Noise,business and politics

Leicester is getting a new Sainsbury store – the biggest in the UK apparently. Naturally it is close to a lot of potential customers, and adjacent to one of the city’s busiest road junctions, which will allow easy access by customers from further afield. Tesco must be trembling in its competitive shoes.

The road junction is being re-built, courtesy of Sainsbury, with new lanes and slip roads to separate shoppers from commuters and from people just trying to drive around the top of Leicester, and the result is long queues in all directions all day, and lots of frustrated drivers. The local MP, Keith Vaz, a big cheese in national politics, steps in and leans on the local councillors, who lean on the Highways Department, who lean on the contractors to do whatever is needed to get the job done quickly.

We promptly get complaints from local residents about very noisy construction work taking place all night, and we ask the contractors what on earth they think they are doing? Stop this night work at once! But, they tell us, it is the City Council who told us to work all night. Of course there is no actual written instruction, and we have to untangle who said what to whom.

In the meantime the local residents complain to Keith Vaz about being kept awake, and he demands that all parties, including my manager (thank goodness I didn’t apply for the post when I recently had the chance…) have a site meeting, during which he asks what on earth the Noise Team is doing allowing road works to take place at night, and what are we doing about it and it really isn’t good enough.

Well, we had already considered serving a Notice, which the contractors would ignore, and we would prosecute, which would get to court after Christmas, and the contractors would have several valid defences, and even if found guilty would be fined considerably less than the penalty payments that would be due to Sainsbury if completion is delayed (and the maximum fine would be the equivalent of about half an hours trading by Sainsbury). There was no point is explaining this to Keith Vaz.

A cessation of noisy work by 11pm was agreed, although, as we already knew, what we consider to be quieter work, and what contractors consider to be quieter work, differ considerably, and, argue the contractors, what can you do when the City Council Traffic Management won’t allow a road closure until 7pm, and then two waggon loads of asphalt arrive late and has to be laid and rolled while still soft even if the 11pm deadline is imminent? But not to worry it will be done by midnight, with just a bit of road sweeping to be done. Have you ever heard one of those road sweepers in action? Noisy jet engines come to mind.

Which is why at 1am yesterday morning I was marching up and down Melton Road in Leicester, taking noise measurements, and “negotiating” with Highways Officers over what operations are going on and why, and it really should move away from houses as soon as possible, especially since earlier local residents had ambushed me earlier to complain at length that nothing is being done to allow them sleep, and someone will die because they will be driving while tired.

By 2.00am everything was as quiet as is reasonable under the circumstances (which most people would still consider to be noisy for the time of night), but there was a road sweeper sitting discretely in a corner, engine running, ready to roll. I decided to go home.

On Monday night it will once again be my turn to put on my high vis jacket and safety boots and leave home at 10pm for 4 hours (or 3 if all goes well) of monitoring.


== EXERCISE GOAL ==
Transcribe all of the records, leaving out any pictures.

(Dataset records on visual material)
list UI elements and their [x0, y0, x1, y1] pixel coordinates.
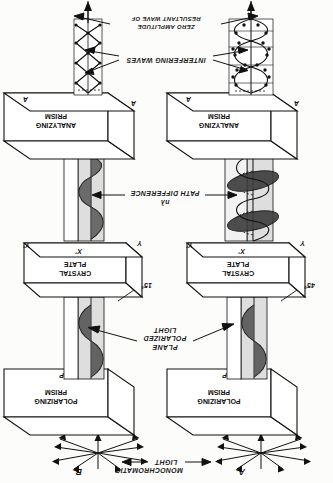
analyzing-prism-b-label: ANALYZING PRISM	[4, 112, 108, 129]
setup-column-a: A	[173, 0, 323, 483]
a-axis-marker-b-left: A	[131, 100, 136, 107]
y-prime-marker-a: Y'	[187, 242, 193, 249]
plane-polarized-light-label: PLANE POLARIZED LIGHT	[137, 326, 193, 352]
y-marker-b: Y	[137, 240, 142, 247]
path-difference-label: nλ PATH DIFFERENCE	[128, 189, 202, 207]
crystal-plate-b-label: CRYSTAL PLATE	[24, 260, 126, 277]
a-axis-marker-a-left: A	[294, 100, 299, 107]
y-prime-marker-b: Y'	[24, 242, 30, 249]
x-prime-marker-b: X'	[76, 248, 82, 255]
crystal-angle-b: 15°	[141, 282, 152, 289]
a-axis-marker-b-right: A	[23, 96, 28, 103]
polarizing-prism-b-label: POLARIZING PRISM	[4, 388, 108, 405]
y-marker-a: Y	[300, 240, 305, 247]
a-axis-marker-a-right: A	[186, 96, 191, 103]
plane-polarized-beam-a-gfx	[173, 297, 323, 379]
interfering-waves-label: INTERFERING WAVES	[122, 57, 210, 64]
polarizing-prism-a-label: POLARIZING PRISM	[167, 388, 271, 405]
crystal-angle-a: 45°	[304, 282, 315, 289]
figure-page: A	[0, 0, 333, 483]
analyzing-prism-a-label: ANALYZING PRISM	[167, 112, 271, 129]
setup-column-b: B	[10, 0, 160, 483]
crystal-plate-a-label: CRYSTAL PLATE	[187, 260, 289, 277]
resultant-wave-label: ZERO AMPLITUDE RESULTANT WAVE OF	[114, 15, 218, 31]
monochromatic-light-label: MONOCHROMATIC LIGHT	[149, 458, 183, 474]
x-prime-marker-a: X'	[239, 248, 245, 255]
scanned-figure-rotated: A	[0, 0, 333, 483]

== EXERCISE RESPONSE ==
list UI elements and their [x0, y0, x1, y1] pixel coordinates.
analyzing-prism-b-label: ANALYZING PRISM	[4, 112, 108, 129]
setup-column-a: A	[173, 0, 323, 483]
a-axis-marker-b-left: A	[131, 100, 136, 107]
y-prime-marker-a: Y'	[187, 242, 193, 249]
plane-polarized-light-label: PLANE POLARIZED LIGHT	[137, 326, 193, 352]
y-marker-b: Y	[137, 240, 142, 247]
path-difference-label: nλ PATH DIFFERENCE	[128, 189, 202, 207]
crystal-plate-b-label: CRYSTAL PLATE	[24, 260, 126, 277]
a-axis-marker-a-left: A	[294, 100, 299, 107]
y-prime-marker-b: Y'	[24, 242, 30, 249]
x-prime-marker-b: X'	[76, 248, 82, 255]
crystal-angle-b: 15°	[141, 282, 152, 289]
a-axis-marker-b-right: A	[23, 96, 28, 103]
polarizing-prism-b-label: POLARIZING PRISM	[4, 388, 108, 405]
y-marker-a: Y	[300, 240, 305, 247]
a-axis-marker-a-right: A	[186, 96, 191, 103]
plane-polarized-beam-a-gfx	[173, 297, 323, 379]
interfering-waves-label: INTERFERING WAVES	[122, 57, 210, 64]
polarizing-prism-a-label: POLARIZING PRISM	[167, 388, 271, 405]
crystal-angle-a: 45°	[304, 282, 315, 289]
figure-page: A	[0, 0, 333, 483]
analyzing-prism-a-label: ANALYZING PRISM	[167, 112, 271, 129]
setup-column-b: B	[10, 0, 160, 483]
crystal-plate-a-label: CRYSTAL PLATE	[187, 260, 289, 277]
resultant-wave-label: ZERO AMPLITUDE RESULTANT WAVE OF	[114, 15, 218, 31]
monochromatic-light-label: MONOCHROMATIC LIGHT	[149, 458, 183, 474]
x-prime-marker-a: X'	[239, 248, 245, 255]
scanned-figure-rotated: A	[0, 0, 333, 483]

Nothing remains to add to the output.